For more information on the film, click here.

The Silence Between the Notes – Developing Harmony and Trust with Horses

Guest Post by Mattie Cowherd – Licensed Parelli Professional, 3-Star Instructor

 

woman on horse

For me, there is a certain peace achieved after a day of riding. In that moment, I can drift away from the past, or my distraction of the future. This allows me to simply BE – soothed by the passing of the moments rather than the struggle of my thoughts. I believe that peace and calmness are essential to developing the true art of horsemanship.

I still laugh when I remember my students’ faces as I galloped past them on a fat little cob during a trail clinic in Wales — eating an apple! The concept of peacefulness in full motion didn’t make sense to them. But, if I have true harmony and partnership with my horses, not even galloping at full speed should separate us.

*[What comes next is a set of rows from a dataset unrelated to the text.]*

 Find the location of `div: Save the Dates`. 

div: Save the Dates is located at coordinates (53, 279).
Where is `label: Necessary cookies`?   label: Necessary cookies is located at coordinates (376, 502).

Peacefulness should also extend to teaching your horse something that is scary or new. Pressuring a horse when it is on adrenaline is never a good idea. This natural drug in the horses’s system sets off its flight-or-flight responses. Horses don’t think when they are on adrenaline. Yes, you can force a horse through the experience, but you are likely going to have to repeat this lesson – again and again and again — because the horse is not mentally present. The horse’s brain is shut off, and it is operating strictly on instinct. If you use calmness, clear communication with your body, and patience, your horse will learn that he can make mistakes, and retreat when he is fearful. He will trust you to show him the way through a problem.

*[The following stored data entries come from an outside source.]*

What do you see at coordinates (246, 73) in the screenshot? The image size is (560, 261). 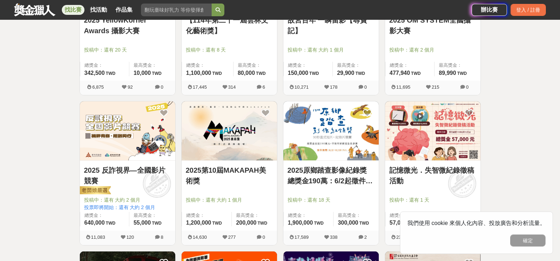 I see `span: 80,000` at bounding box center [246, 73].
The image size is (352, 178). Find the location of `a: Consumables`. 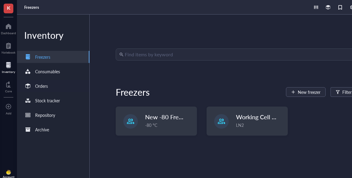

a: Consumables is located at coordinates (53, 72).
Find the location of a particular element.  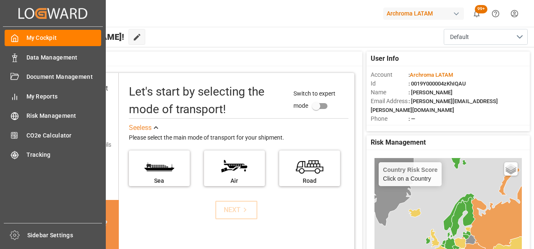

span: Email Address is located at coordinates (389, 101).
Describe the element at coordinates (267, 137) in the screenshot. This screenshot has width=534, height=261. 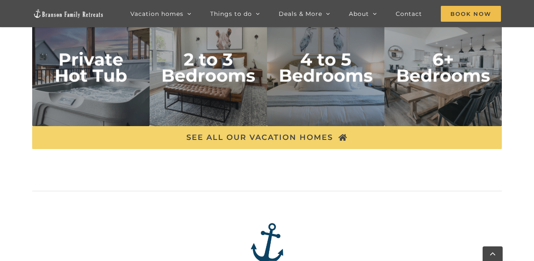
I see `a: SEE ALL OUR VACATION HOMES` at that location.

I believe that peaceful horsemanship starts with awareness – first of yourself, and then of your horse’s  internal and external states. Are you tight? Are you worried? Is there a good reason for this? Can you foresee any issues during your groundwork session or your riding and if so, can you simply avert it by being passively proactive? And can your horse check in with you and see that things are indeed okay? Can he see that you have been a patient and progressive leader for him? Can he trust that you will not be afraid or offended by what he needs to do?

Perhaps I notice more strongly now what a true partnership feels like because I also know what a false partnership feels like. I can feel the lack of attention and the lack of trust. I feel the discordant communications when a horse is terrified and unable to think.

I can also feel the harmony and the moments of true oneness. I can see my horse reaching across our communication to ask me a question or answer confidently when he understands.

I feel the moments when my horse and I are slightly out of sync, and yet, I can refocus my energy and my intentions to bring us back to harmony in an instant. If I feel my horse and I are out of sync during new lessons or a moment of fear, I can ask my horse to trust me and let me guide him to the right answer.

It’s like a dance. You can’t dance with another person when you are both intent on correcting or defending yourselves.

You need silence between the notes.

Stillness between moments of movement is vitally important to your horse’s understanding. If you do not pause or release completely, your horse does not have a chance to learn.

It is in moments of stress or learning with our horses that our attention to PRESENCE is so important to our communication and relationship with them. Horses are only in the now – adjusting to the present with reference to memories of past experiences. Create your best self when you are with your horses. Strengthen the positive responses with reassurance and attention. Your horses will seek this praise with enthusiasm and will approach future learning opportunities knowing that their partners have their backs.